EPA's permit consideration process was further hampered by a long discussion of how to conduct the modeling process it planned to use to collect data, McKaughn said, by a U.S. Supreme Court ruling on greenhouse gases and by a challenge to EPA's mercury emissions standard.

"The issues were very difficult to work through and people expressed very strong opinions," she said. "PSD permits are very complex, as is the type of process that's used for areas that have clean air."

Sithe Global Power, LLC, seeks a Prevention of Significant Deterioration permit for the facility.

"We looked at emissions from everywhere and found no adverse impact on the ambient air quality and Class 1 areas," McKaughn said. "Our data shows that Desert Rock won't have the effects that people say that it will. This permit can't be the end-all, be-all for everything."

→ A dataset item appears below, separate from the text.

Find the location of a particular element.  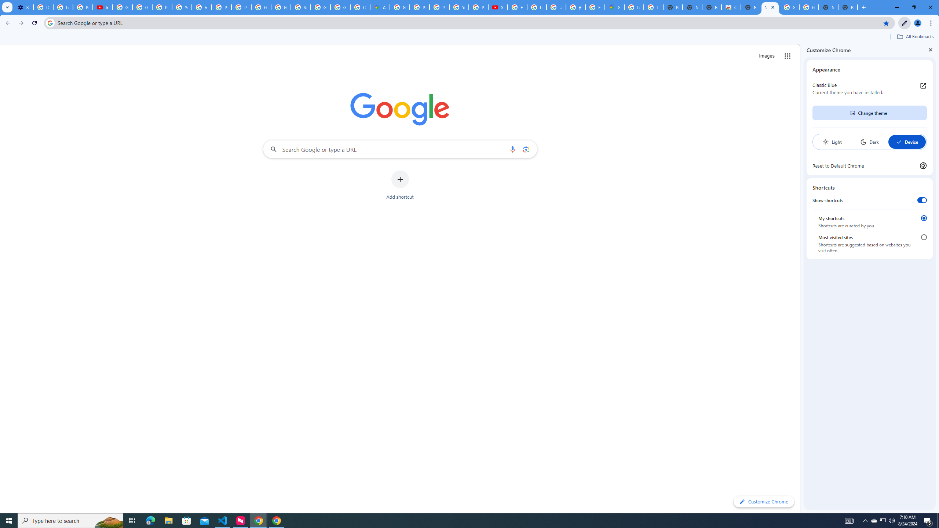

Shirley maintains, nonetheless, that EPA's delay in permitting the plant holds the tribe hostage economically.

"All we ask is that EPA leaders ... act without delay to complete the permit review and analysis, and issue the final permit as soon as possible to avoid further burden to the Navajo Nation," he wrote in his letter to EPA Administrator Stephen L. Johnson.

"I feel for the tribe. It's frustrating to be at the end of the process and see the goal post moving farther away," Maisano said.